Both of these conditions were deemed so inconvenient that a new South Ferry station was built at a cost of $545 million. It opened in 2009. The old station, which had opened in 1905, was one of the first in New York City’s subway system.

On Oct. 29, 2012, Superstorm Sandy flooded the new station with 15 million gallons of water, which filled it from the track level to the mezzanine. It will take at least two years to rebuild and cost an estimated $600 million.

The governor and others felt that was too long to wait. The South Ferry station linked the Number 1 subway train with the Staten Island ferry and was used by approximately 10,000 riders a day to go from one to the other.

The old South Ferry station was not flooded. However, in order to reopen it, a connection will have to be built between the new station mezzanine and the old station so that riders can transfer between the 1 train and the R train’s Whitehall station.

In addition, the moving platform edge extenders will have to be refurbished, replacing pistons and other components.

Other work will include installing electrical feeds, closed-circuit television systems to monitor the platform, customer assistance intercoms, security cameras and radio communications in the dispatcher’s office.

The fare control area will have to be rehabilitated, lighting will have to be restored in the station, in adjacent tunnels and on the platforms, and the station walls will have to be repaired and repainted.

By the first week in April, the M.T.A. expects that this work will be completed. It will cost an estimated $2 million.

The M.T.A. is expecting to get money to pay for the repairs from the Federal Transportation Administration, which has already disbursed $193.1 million for costs incurred by New York City Transit, Long Island Rail Road, and Metro-North Railroad during preparation for the storm. That funding also included millions of dollars to rebuild M.T.A.’s bridges and tunnels and various other facilities.

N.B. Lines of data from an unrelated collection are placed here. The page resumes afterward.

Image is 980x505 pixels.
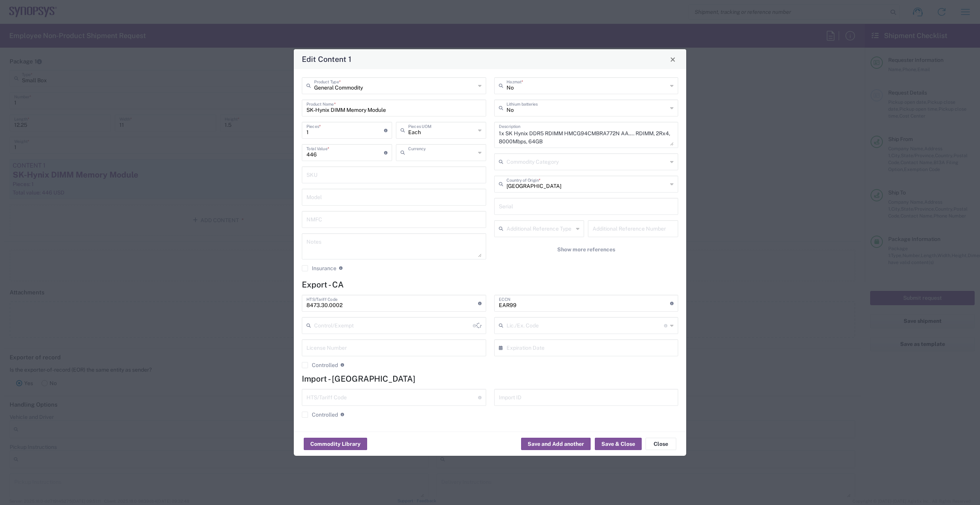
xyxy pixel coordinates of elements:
button: Close [667,53,678,65]
span: Show more references [557,246,615,253]
button: Commodity Library [304,438,367,450]
h4: Export - CA [301,280,678,290]
button: Close [645,438,676,450]
label: Controlled [301,411,338,418]
button: Save & Close [594,438,642,450]
h4: Import - [GEOGRAPHIC_DATA] [301,374,678,383]
button: Save and Add another [521,438,591,450]
label: Insurance [301,265,336,271]
h4: Edit Content 1 [301,53,351,65]
label: Controlled [301,362,338,368]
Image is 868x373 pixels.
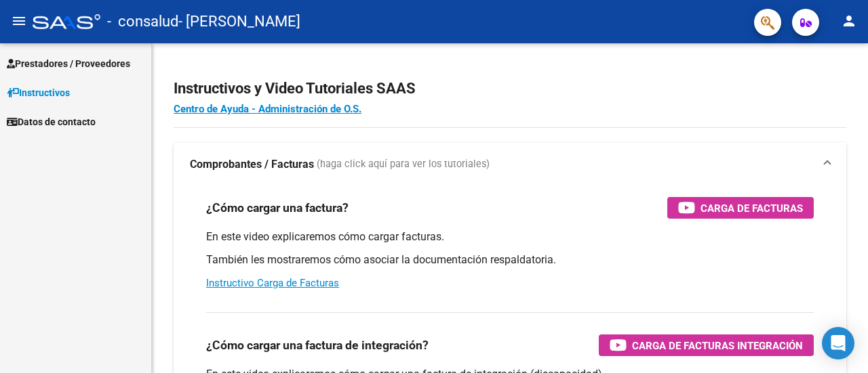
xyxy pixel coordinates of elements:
[206,336,429,355] h3: ¿Cómo cargar una factura de integración?
[206,230,814,244] p: En este video explicaremos cómo cargar facturas.
[668,197,814,219] button: Carga de Facturas
[206,277,339,289] a: Instructivo Carga de Facturas
[206,198,349,218] h3: ¿Cómo cargar una factura?
[11,13,27,29] mat-icon: menu
[317,157,490,172] span: (haga click aquí para ver los tutoriales)
[174,103,362,116] a: Centro de Ayuda - Administración de O.S.
[107,7,179,37] span: - consalud
[632,337,803,354] span: Carga de Facturas Integración
[190,157,314,172] strong: Comprobantes / Facturas
[206,253,814,268] p: También les mostraremos cómo asociar la documentación respaldatoria.
[599,334,814,356] button: Carga de Facturas Integración
[822,327,855,360] div: Open Intercom Messenger
[701,200,803,217] span: Carga de Facturas
[7,56,131,71] span: Prestadores / Proveedores
[7,85,70,101] span: Instructivos
[179,7,301,37] span: - [PERSON_NAME]
[174,76,846,101] h2: Instructivos y Video Tutoriales SAAS
[842,13,858,29] mat-icon: person
[174,143,846,186] mat-expansion-panel-header: Comprobantes / Facturas (haga click aquí para ver los tutoriales)
[7,115,96,130] span: Datos de contacto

That disbursement was the first round of funding from the F.T.A. to the M.T.A. to help recover from Sandy.

Thomas Prendergast, president of the M.T.A.’s New York City Transit, said last month at a City Council hearing that the new station could partially reopen in months, but he backed away from the prediction almost immediately. At the time, he was less optimistic about the current plan to reopen the old station.